Republicans have always laid claim to some sort of realism in foreign policy. Meet force with force, they say, because that’s the only way to deal with bullies. Usually Neville Chamberlain’s appeasement of Hitler is mentioned, as well as John Kennedy’s disastrous meeting with Soviet Premier Nikita Khrushchev the year before the Cuban Missile Crisis. For reference take a look at John Bolton’s June 5 opinion in the LA Times.

The public has bought in to Republican “realism”. John McCain, for example, believes he would make a better commander in chief than Barack Obama and polls exist to show that the public agrees. Democrats, like Obama and John Kerry before him, are easily stereotyped by media pundits as wishy-washy pansies who think we can all just get along.

Nowhere has this depiction of Republicans and Democrats been made more clearly, or unfairly, than in John Bolton’s most recent opinion, again in the LA Times. Bolton not only claims that Barack Obama’s vision of the world is “radical”, “naive”, and “dangerous”, but also that Obama’s so far from the mainstream that he’s “on another planet”.

The crux of Bolton’s argument comes towards the middle of the article in a discussion of the Berlin Wall:

But beyond the incoherence [of Obama's foreign policy], there is a deeper problem, namely that “walls” exist not simply because of a lack of understanding about who is on the other side but because there are true differences in values and interests that lead to human conflict. The Berlin Wall itself was not built because of a failure of communication but because of the implacable hostility of communism toward freedom. The wall was a reflection of that reality, not an unfortunate mistake.

The distinction Bolton seems to be making is between realism and idealism. But Bolton, perhaps unknowingly, aligns himself with the idealist position. How so? Realism holds that conflict in international relations is owed to either the quest for power or the quest for security. For a realist, then, the Berlin Wall was either the consequence of two states struggling for power (irrespective of ideology), or of a failure of communication that spiraled out of control into the infamous security dilemma (often recognizable as an arms race or, in this case, as the building and militarizing of the Berlin Wall). But Bolton is not a realist.

Bolton’s position is deceptively idealist. He sees the Berlin Wall, and no doubt the Cold War, as a confrontation between two ideologies: communism and liberalism (although Bolton prefers the term freedom, which isn’t associated with effete senators from Massachusetts). He even anthropomorphizes communism, assigning it qualities like “hostility” and perhaps ‘evil’. In Bolton’s vision of the world ideas drive interests, not the other way around.

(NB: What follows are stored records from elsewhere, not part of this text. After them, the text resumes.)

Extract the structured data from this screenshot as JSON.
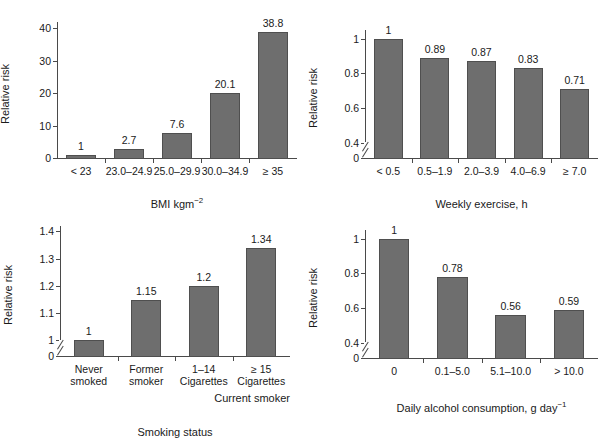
{
  "figure": {
    "background": "#ffffff",
    "bar_color": "#6e6e6e",
    "bar_edge_color": "#4f4f4f",
    "axis_color": "#4a4a4a",
    "text_color": "#1a1a1a"
  },
  "chart_data": [
    {
      "id": "bmi",
      "position": "top-left",
      "type": "bar",
      "title": "",
      "xlabel": "BMI kgm",
      "xlabel_sup": "−2",
      "ylabel": "Relative risk",
      "categories": [
        "< 23",
        "23.0–24.9",
        "25.0–29.9",
        "30.0–34.9",
        "≥ 35"
      ],
      "values": [
        1,
        2.7,
        7.6,
        20.1,
        38.8
      ],
      "value_labels": [
        "1",
        "2.7",
        "7.6",
        "20.1",
        "38.8"
      ],
      "ylim": [
        0,
        42
      ],
      "yticks": [
        0,
        10,
        20,
        30,
        40
      ],
      "ytick_labels": [
        "0",
        "10",
        "20",
        "30",
        "40"
      ],
      "axis_break": false,
      "grid": false,
      "legend": "none"
    },
    {
      "id": "exercise",
      "position": "top-right",
      "type": "bar",
      "title": "",
      "xlabel": "Weekly exercise, h",
      "xlabel_sup": "",
      "ylabel": "Relative risk",
      "categories": [
        "< 0.5",
        "0.5–1.9",
        "2.0–3.9",
        "4.0–6.9",
        "≥ 7.0"
      ],
      "values": [
        1,
        0.89,
        0.87,
        0.83,
        0.71
      ],
      "value_labels": [
        "1",
        "0.89",
        "0.87",
        "0.83",
        "0.71"
      ],
      "ylim": [
        0,
        1.05
      ],
      "yticks": [
        0,
        0.4,
        0.6,
        0.8,
        1
      ],
      "ytick_labels": [
        "0",
        "0.4",
        "0.6",
        "0.8",
        "1"
      ],
      "axis_break": true,
      "axis_break_between": [
        0,
        0.4
      ],
      "grid": false,
      "legend": "none"
    },
    {
      "id": "smoking",
      "position": "bottom-left",
      "type": "bar",
      "title": "",
      "xlabel": "Smoking status",
      "xlabel_sup": "",
      "ylabel": "Relative risk",
      "categories": [
        "Never\nsmoked",
        "Former\nsmoker",
        "1–14\nCigarettes",
        "≥ 15\nCigarettes"
      ],
      "category_lines": [
        [
          "Never",
          "smoked"
        ],
        [
          "Former",
          "smoker"
        ],
        [
          "1–14",
          "Cigarettes"
        ],
        [
          "≥ 15",
          "Cigarettes"
        ]
      ],
      "group_annotation": "Current smoker",
      "values": [
        1,
        1.15,
        1.2,
        1.34
      ],
      "value_labels": [
        "1",
        "1.15",
        "1.2",
        "1.34"
      ],
      "ylim": [
        0,
        1.42
      ],
      "yticks": [
        0,
        1,
        1.1,
        1.2,
        1.3,
        1.4
      ],
      "ytick_labels": [
        "0",
        "1",
        "1.1",
        "1.2",
        "1.3",
        "1.4"
      ],
      "axis_break": true,
      "axis_break_between": [
        0,
        1
      ],
      "grid": false,
      "legend": "none"
    },
    {
      "id": "alcohol",
      "position": "bottom-right",
      "type": "bar",
      "title": "",
      "xlabel": "Daily alcohol consumption, g day",
      "xlabel_sup": "−1",
      "ylabel": "Relative risk",
      "categories": [
        "0",
        "0.1–5.0",
        "5.1–10.0",
        "> 10.0"
      ],
      "values": [
        1,
        0.78,
        0.56,
        0.59
      ],
      "value_labels": [
        "1",
        "0.78",
        "0.56",
        "0.59"
      ],
      "ylim": [
        0,
        1.05
      ],
      "yticks": [
        0,
        0.4,
        0.6,
        0.8,
        1
      ],
      "ytick_labels": [
        "0",
        "0.4",
        "0.6",
        "0.8",
        "1"
      ],
      "axis_break": true,
      "axis_break_between": [
        0,
        0.4
      ],
      "grid": false,
      "legend": "none"
    }
  ]
}
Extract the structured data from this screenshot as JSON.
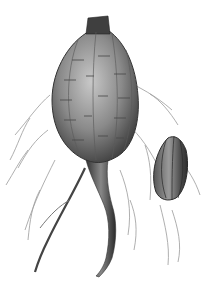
{
  "image": {
    "subject": "botanical illustration of a tuber with roots and a detached seed pod",
    "style": "engraving, grayscale",
    "elements": [
      "main tuber",
      "taproot",
      "fibrous roots",
      "ribbed oval pod"
    ],
    "colors": {
      "background": "#ffffff",
      "dark": "#3a3a3a",
      "mid": "#777777",
      "light": "#b5b5b5"
    }
  }
}
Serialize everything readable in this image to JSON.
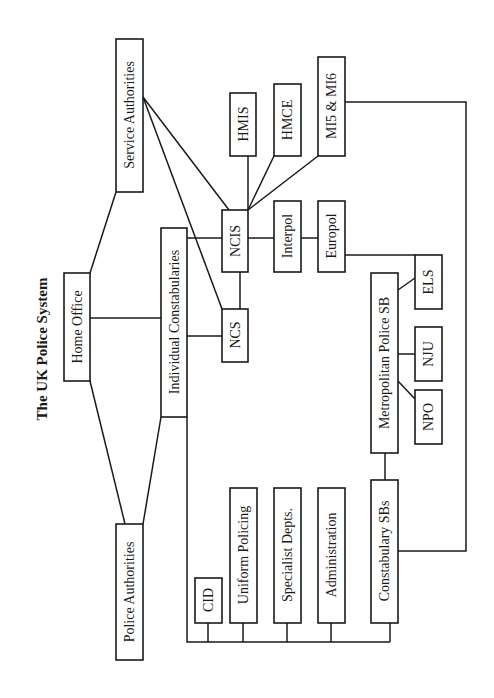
{
  "title": "The UK Police System",
  "colors": {
    "line": "#1a1a1a",
    "background": "#ffffff"
  },
  "nodes": {
    "home_office": "Home Office",
    "service_authorities": "Service Authorities",
    "police_authorities": "Police Authorities",
    "individual_constabularies": "Individual Constabularies",
    "ncis": "NCIS",
    "ncs": "NCS",
    "hmis": "HMIS",
    "hmce": "HMCE",
    "mi5_mi6": "MI5 & MI6",
    "interpol": "Interpol",
    "europol": "Europol",
    "els": "ELS",
    "nju": "NJU",
    "npo": "NPO",
    "metropolitan_police_sb": "Metropolitan Police SB",
    "cid": "CID",
    "uniform_policing": "Uniform Policing",
    "specialist_depts": "Specialist Depts.",
    "administration": "Administration",
    "constabulary_sbs": "Constabulary SBs"
  },
  "edges": [
    [
      "home_office",
      "service_authorities"
    ],
    [
      "home_office",
      "police_authorities"
    ],
    [
      "home_office",
      "individual_constabularies"
    ],
    [
      "police_authorities",
      "individual_constabularies"
    ],
    [
      "service_authorities",
      "ncis"
    ],
    [
      "service_authorities",
      "ncs"
    ],
    [
      "individual_constabularies",
      "ncis"
    ],
    [
      "individual_constabularies",
      "ncs"
    ],
    [
      "ncis",
      "ncs"
    ],
    [
      "ncis",
      "hmis"
    ],
    [
      "ncis",
      "hmce"
    ],
    [
      "ncis",
      "mi5_mi6"
    ],
    [
      "ncis",
      "interpol"
    ],
    [
      "interpol",
      "europol"
    ],
    [
      "europol",
      "els"
    ],
    [
      "metropolitan_police_sb",
      "els"
    ],
    [
      "metropolitan_police_sb",
      "nju"
    ],
    [
      "metropolitan_police_sb",
      "npo"
    ],
    [
      "metropolitan_police_sb",
      "constabulary_sbs"
    ],
    [
      "mi5_mi6",
      "constabulary_sbs"
    ],
    [
      "individual_constabularies",
      "cid"
    ],
    [
      "individual_constabularies",
      "uniform_policing"
    ],
    [
      "individual_constabularies",
      "specialist_depts"
    ],
    [
      "individual_constabularies",
      "administration"
    ],
    [
      "individual_constabularies",
      "constabulary_sbs"
    ]
  ]
}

That said, let’s drop the semantics game and address the more practical implications of Bolton’s so-called “realism”. Should we agree with him that conflict between countries is best described as a titanic collision of competing and intractable ideologies, or might it be more realistic to acknowledge that cooperation is possible on the basis of shared interests? Is the Homo sapiens species really so different in France or Germany or Iraq or Iran that there isn’t any profit in confronting some challenges together? Bolton facetiously claims that Obama’s from another planet, but I’m more inclined to believe that Bolton’s from another planet. His “realism” is a farce; it can’t be realism if it has little or no basis in reality.